SALT LAKE CITY — “I don’t really care about money,” says Carl Richards.
It’s not exactly the first thing you expect to hear from a man who makes his living talking about money.
Then, when he goes on to say, “What I care about is that money is a portal into people’s souls, a way to get them talking about what they really care about,” you know this is not a person trying to sell you a portfolio on the S&P or get you to invest in a new tech startup.
His unconventional message is the focus of a new book he’s released this week: “Your Money: Reimagining Wealth in 101 Simple Sketches.”
Open his book to a page, any page, and there, right in front of you, is a sketch designed to get you thinking deeply about what matters most to you in life.
He calls the sketches “conversation grenades.”
The next thing you know, you’re talking about why you do the things you do instead of how much you have, or don’t have, in the bank.
Is there a market for this “let’s talk about money by not talking about money” approach? Carl certainly thinks so. He’s made it his life’s work. This is his third book on the subject (following “The Behavior Gap” in 2012 and “The One-page Financial Plan” in 2015).
Along with that, there’s his “The Sketch Guy” column that ran for 10 years in The New York Times; his podcast, “Behavior Gap Radio”; the bimonthly retreats he hosts in the Park City mountains; his “Society of Advice” phone calls; and the dozens of speeches and presentations he gives every year. You can even buy frameable copies of his sketches on his website, behaviorgap.com.
Carl has created a space heretofore unfilled in the financial adviser world, with himself as CCO — chief conversation officer.
“I just want to be a conversation starter,” he says. “It feels like we’ve lost the plot in so many ways, where money and work have become the organizing force of our lives. Then you get to the top of the mountain and find a void and ask, ‘Is this all it was for?’
“How we spend our money and our time tells us a lot about what we value. How do I align my use of capital with what’s actually important to me? How do I deal with that gap? That’s what the work is all about.”
It’s having the conversation that matters, he stresses. “So much of it is magic I can’t take any credit for. I just try to expose people to places and questions that allow them to ask a deeper, more meaningful question of themselves. I’m not trying to tell anyone how to live; I don’t want to be judgmental. I’m making all the mistakes too. I’m walking down the same path as everyone else.
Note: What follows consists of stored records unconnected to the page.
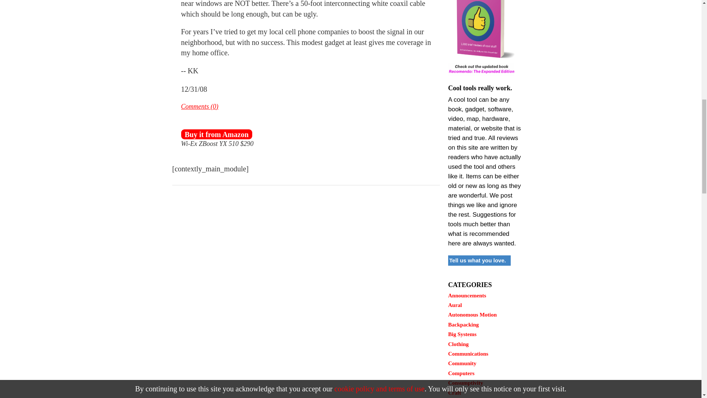  I want to click on Aural, so click(455, 304).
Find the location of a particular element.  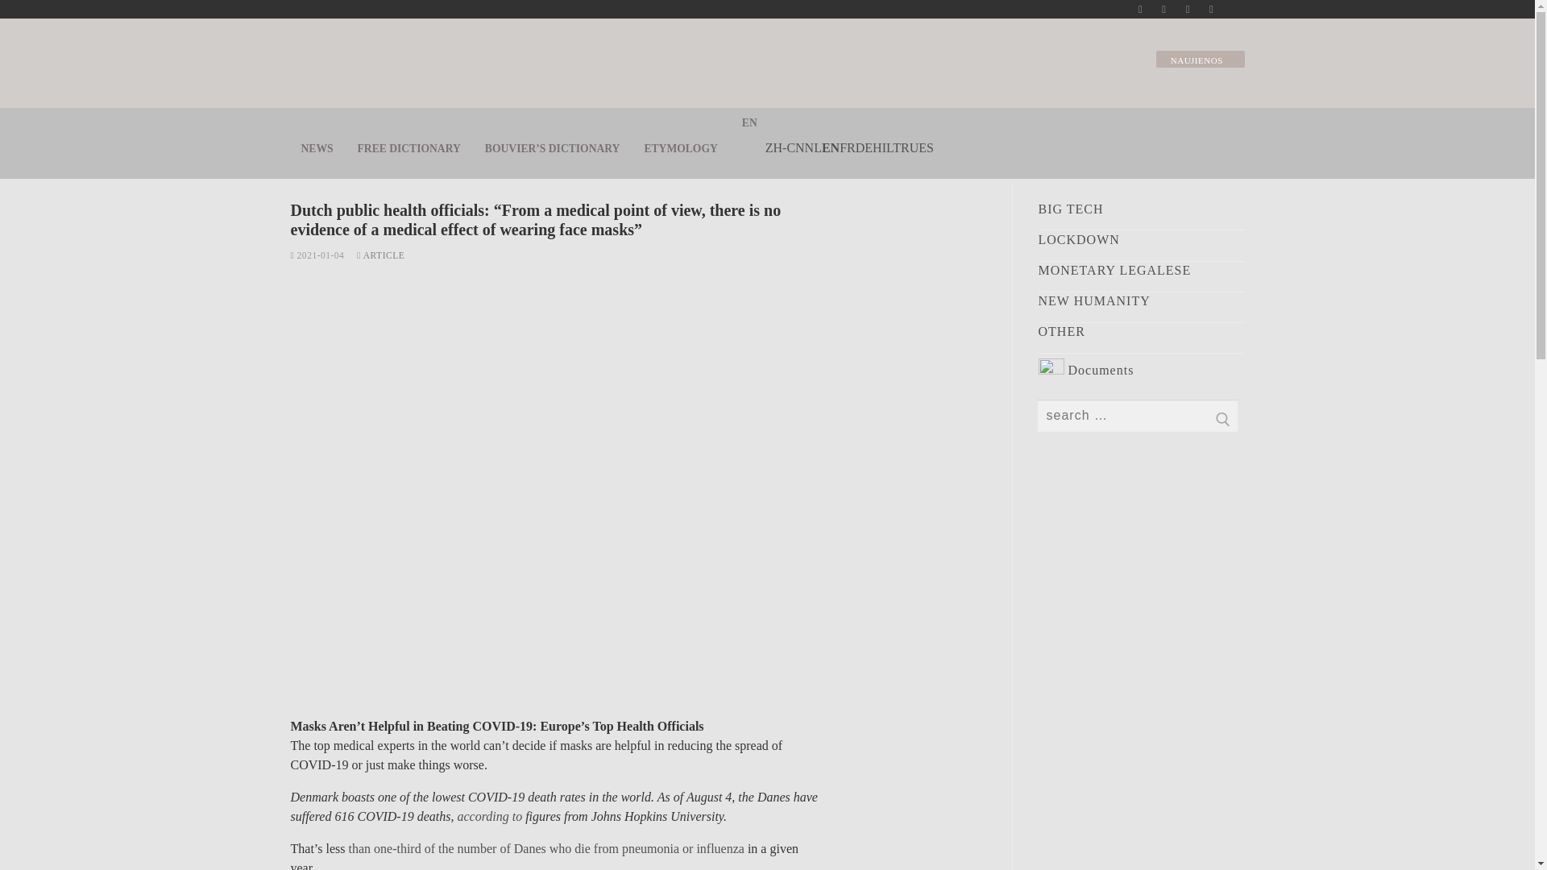

NL is located at coordinates (812, 147).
This is just an adventure journal.”

Tracing “The Behavior Gap” and its unique philosophies to its beginnings, Carl entering the financial world was a complete fluke.
Thirty years ago, he was a student at BYU, studying organizational behavior, and needed some part-time work to help pay tuition. He applied for a job working at night as a security guard. Or so he thought.
“The ad actually said ‘securities,'” Carl remembers. “So I wound up answering phones at Fidelity’s big call center in Salt Lake. I suddenly found myself in the finance industry. I figured it would be just a stopover into getting into some kind of consulting or organizational behavior.”
Instead, as he explains on his website, “That slight misstep sparked a lifelong dedication to reshaping how we think about money.”
But he’s never really left his organizational behavior roots. Never stopped musing more about why we do things than what we do; never stopped looking for ways “to really help people figure out how to live life wide open.” Himself included.
“It’s like what (Stephen R.) Covey said: The last thing you want to do is climb a ladder, only to realize when you get to the top it’s leaning against the wrong wall.”
Money, in Carl Richards’s world, is a way to talk about making sure that doesn’t happen.

The Key Takeaways for this article were generated with the assistance of large language models and reviewed by our editorial team. The article, itself, is solely human-written.